ISSUE 001_SPRING 2019

Detroit Cultural is a quarterly arts journal that focuses on the ways in which culture and urban development inform one another. Via in depth interviews with artists, curators, critics, and scholars, this journal explores issues existing at the intersection of the cultural and the political. We believe that culture and politics are not simply fields of study, but also lenses through which to understand the world around us. Everything is political, and everything is cultural. The cultural is circumscribed by the political, and the political is circumscribed by the cultural. There is no stepping outside of these contexts. With that in mind, we believe that an interdisciplinary approach is the most effective methodology for handling the complexity and plurality of approaches to this intersection.

In exploring this subject matter, Detroit Cultural takes as its primary focus:

  1. The ways in which culture is utilized for political and commercial ends, and as a tool for reshaping urban space. Culture is the commodity that sells all the others.

  2. The social and political responsibilities of artists, curators, and art institutions. How can cultural institutions act as models of democracy and equity for institutions across broader contexts?

While first and foremost maintaining a specific focus on what is happening here in Detroit, Detroit Cultural also looks outward, covering these subjects across broader contexts, and conversing with those doing work in these areas from across the globe.

Our inaugural issue contains interviews with Rachel Adams, the chief curator and director of programs at the Bemis Center for Contemporary Arts in Omaha, Nebraska, Taylor Aldridge, a Detroit based writer and curator and founder of ARTS.BLACK, Dora Apel, a professor and the W. Hawkins Ferry Endowed Chair in Modern and Contemporary Art History at Wayne State University, as well as the author of Beautiful, Terrible Ruins: Detroit and the Anxiety of Decline, James McAnally, a writer, curator, and artist based out of St. Louis, Missouri,  co-founder of the Luminary and Temporary Art Review, Nato Thompson, the Artistic Director at Philadelphia Contemporary, and author, most recently of the book Culture as Weapon, Juana Williams, a curator native to Detroit who is currently the Curator of Exhibitions at the Urban Institute for Contemporary Art in Grand Rapids, and Aurella Yussuf, a writer, curator, art historian, and founding member of Thick/er Black Lines.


## [Your task]
Every line of the listing that contains the word "axis" is to be copied out.

## [Dataset entries]

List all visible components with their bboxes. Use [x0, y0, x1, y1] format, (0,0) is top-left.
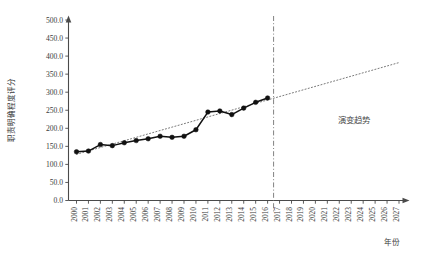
x-tick-label: 2011: [201, 207, 210, 222]
score-series-line: [77, 98, 268, 152]
data-point-marker: [86, 149, 91, 154]
data-point-marker: [158, 134, 163, 139]
chart-svg: 0.050.0100.0150.0200.0250.0300.0350.0400…: [0, 0, 424, 254]
x-tick-label: 2004: [117, 207, 126, 222]
x-axis-arrow: [403, 198, 410, 204]
y-axis-arrow: [66, 16, 72, 23]
data-point-marker: [134, 138, 139, 143]
x-tick-label: 2025: [368, 207, 377, 222]
x-tick-label-group: 2000200120022003200420052006200720082009…: [70, 207, 402, 222]
y-tick-label: 100.0: [46, 160, 63, 169]
y-tick-label: 500.0: [46, 16, 63, 25]
x-tick-label: 2017: [273, 207, 282, 222]
x-tick-label: 2019: [296, 207, 305, 222]
data-point-marker: [265, 96, 270, 101]
y-tick-label: 0.0: [54, 196, 64, 205]
x-tick-label: 2020: [308, 207, 317, 222]
x-tick-label: 2027: [392, 207, 401, 222]
x-tick-label: 2005: [129, 207, 138, 222]
y-tick-label: 300.0: [46, 88, 63, 97]
y-tick-label: 200.0: [46, 124, 63, 133]
y-tick-label: 350.0: [46, 70, 63, 79]
x-tick-label: 2026: [380, 207, 389, 222]
y-tick-label: 50.0: [50, 178, 63, 187]
trend-annotation-label: 演变趋势: [338, 115, 371, 125]
data-point-marker: [182, 134, 187, 139]
x-tick-label: 2024: [356, 207, 365, 222]
x-tick-label: 2009: [177, 207, 186, 222]
y-tick-label: 400.0: [46, 52, 63, 61]
x-tick-label: 2016: [261, 207, 270, 222]
x-tick-label: 2008: [165, 207, 174, 222]
x-tick-label: 2006: [141, 207, 150, 222]
x-tick-label: 2012: [213, 207, 222, 222]
y-tick-label: 450.0: [46, 34, 63, 43]
data-series-group: [74, 96, 270, 154]
chart-figure: 0.050.0100.0150.0200.0250.0300.0350.0400…: [0, 0, 424, 254]
annotation-group: 演变趋势: [338, 115, 371, 125]
x-tick-label: 2010: [189, 207, 198, 222]
x-axis-title: 年份: [384, 237, 400, 247]
data-point-marker: [110, 143, 115, 148]
x-tick-label: 2015: [249, 207, 258, 222]
data-point-marker: [206, 110, 211, 115]
x-axis: 2000200120022003200420052006200720082009…: [69, 198, 410, 222]
x-tick-label: 2022: [332, 207, 341, 222]
y-tick-label-group: 0.050.0100.0150.0200.0250.0300.0350.0400…: [46, 16, 63, 206]
x-tick-label: 2018: [285, 207, 294, 222]
x-tick-label: 2023: [344, 207, 353, 222]
x-tick-label: 2000: [70, 207, 79, 222]
y-tick-label: 250.0: [46, 106, 63, 115]
data-point-marker: [146, 136, 151, 141]
x-tick-label: 2003: [105, 207, 114, 222]
data-point-marker: [194, 127, 199, 132]
x-tick-label: 2014: [237, 207, 246, 222]
data-point-marker: [218, 109, 223, 114]
data-point-marker: [122, 140, 127, 145]
x-tick-label: 2002: [93, 207, 102, 222]
x-tick-label: 2001: [81, 207, 90, 222]
x-tick-label: 2021: [320, 207, 329, 222]
data-point-marker: [98, 142, 103, 147]
data-point-marker: [229, 112, 234, 117]
data-point-marker: [74, 149, 79, 154]
x-tick-label: 2013: [225, 207, 234, 222]
y-axis-title: 职责明确程度评分: [6, 78, 16, 142]
y-axis: 0.050.0100.0150.0200.0250.0300.0350.0400…: [46, 16, 71, 206]
data-point-marker: [170, 135, 175, 140]
x-tick-label: 2007: [153, 207, 162, 222]
y-tick-label: 150.0: [46, 142, 63, 151]
data-point-marker: [241, 106, 246, 111]
data-point-marker: [253, 100, 258, 105]
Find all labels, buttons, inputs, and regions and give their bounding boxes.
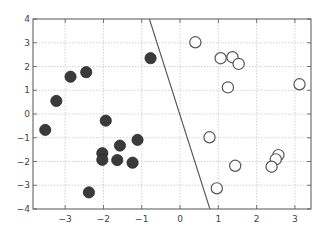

## [Answer for this exercise]
x-axis-arrow: [403, 198, 410, 204]
y-axis-arrow: [66, 16, 72, 23]
x-axis-title: 年份: [384, 237, 400, 247]
x-axis: 2000200120022003200420052006200720082009…: [69, 198, 410, 222]
y-axis-title: 职责明确程度评分: [6, 78, 16, 142]
y-axis: 0.050.0100.0150.0200.0250.0300.0350.0400…: [46, 16, 71, 206]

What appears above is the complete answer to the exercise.